Facebook: Now, grown-ups are joining
People between 35 and 54 are the fastest-growing group on Facebook. There are now 7 million, up 276 percent in the last half of 2008.
Hey, you “old fogies.” Are you on Facebook yet? asked Lev Grossman in Time.com. The popular social networking site started out five years ago as a way for college kids to hook up and swap party pictures, but it’s rapidly being infiltrated by moms and dads. People between 35 and 54 are the fastest-growing group on Facebook—there are now 7 million of us, up 276 percent in the last half of 2008. Why are moms and dads following their kids’ lead? For us, the site acts as a magnet that finds “people you’ve lost track of,” and unlike teenagers, “we’ve gone through multiple schools, jobs, and marriages.” Fogies like me can reconnect with people from past lives, mist up over old summer camp and high school photos, and send friends—new and old—photos of our kids. So what are you waiting for?
Facebook, in fact, may be better suited to adults than to teens, said Peggy Orenstein in The New York Times. It’s one thing to network with old friends when you’re 40, and another when you’re 18 and heading off to college, having been on Facebook or MySpace since you were 12. College has always been the place where young adults reinvent themselves and shed their old family and high school roles. “Can you really do that with your 450 closest friends watching,” and reminding you every day—every hour—of your old self? Growth depends on introspection, which depends on loneliness. Transformation depends on experimentation, which depends on space. For young people trying to forge their own identities, Facebook may serve as a straitjacket.
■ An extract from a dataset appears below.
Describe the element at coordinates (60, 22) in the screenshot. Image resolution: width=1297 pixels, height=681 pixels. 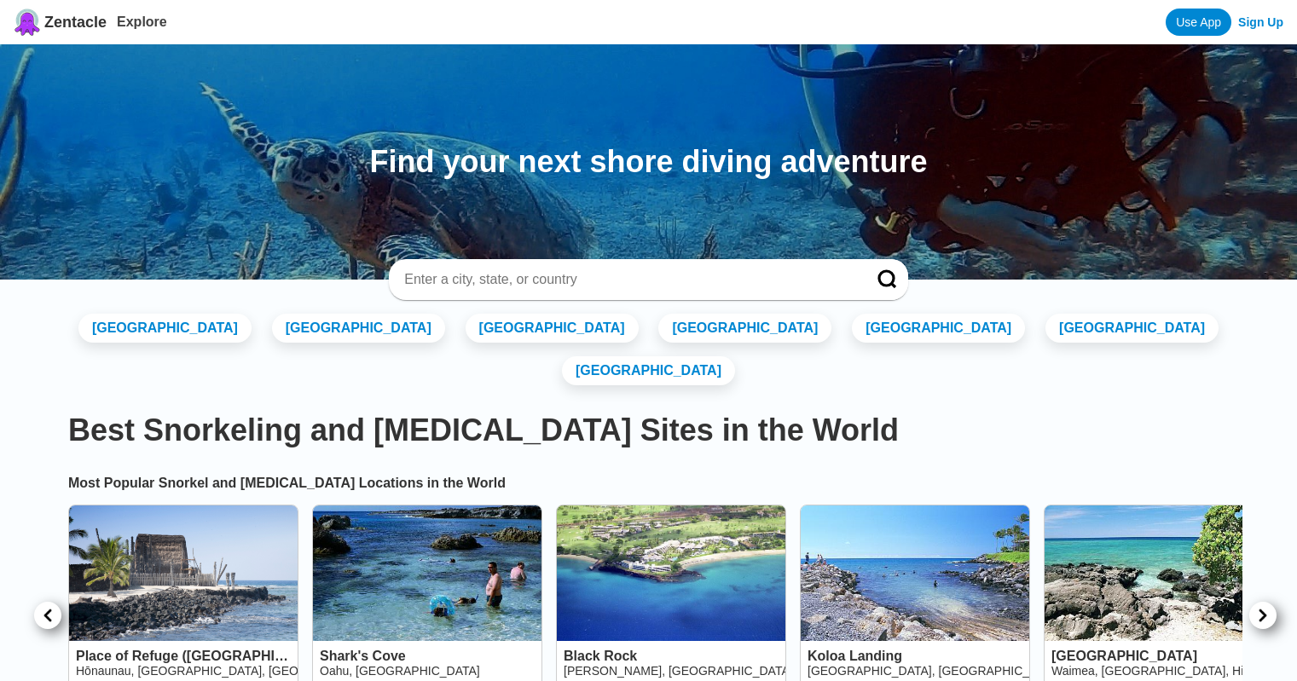
I see `a: Zentacle logoZentacle` at that location.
I beg to differ, said Matt Labash in The Weekly Standard. Facebook is a straitjacket for people of all ages—a time waster that changes even the most likable people into “teenage girls,” with nothing better to do than talk about themselves. All of a sudden, my grown-up friends have all joined; refusing to have a Facebook page has become an anti-social act. To hell with that. I despise Facebook for its “steady, Chinese-water-torture drip of status updates,” as tedious people inundate their virtual “friends” with tedious details from tedious lives. Do you really want to know when your true love from grade school is cleaning up her cat’s hairballs, or that the balding guy you idolized in college is “glad it’s the weekend”? Down with Facebook, say I. It’s like the world’s worst high school reunion—a reunion you can never leave.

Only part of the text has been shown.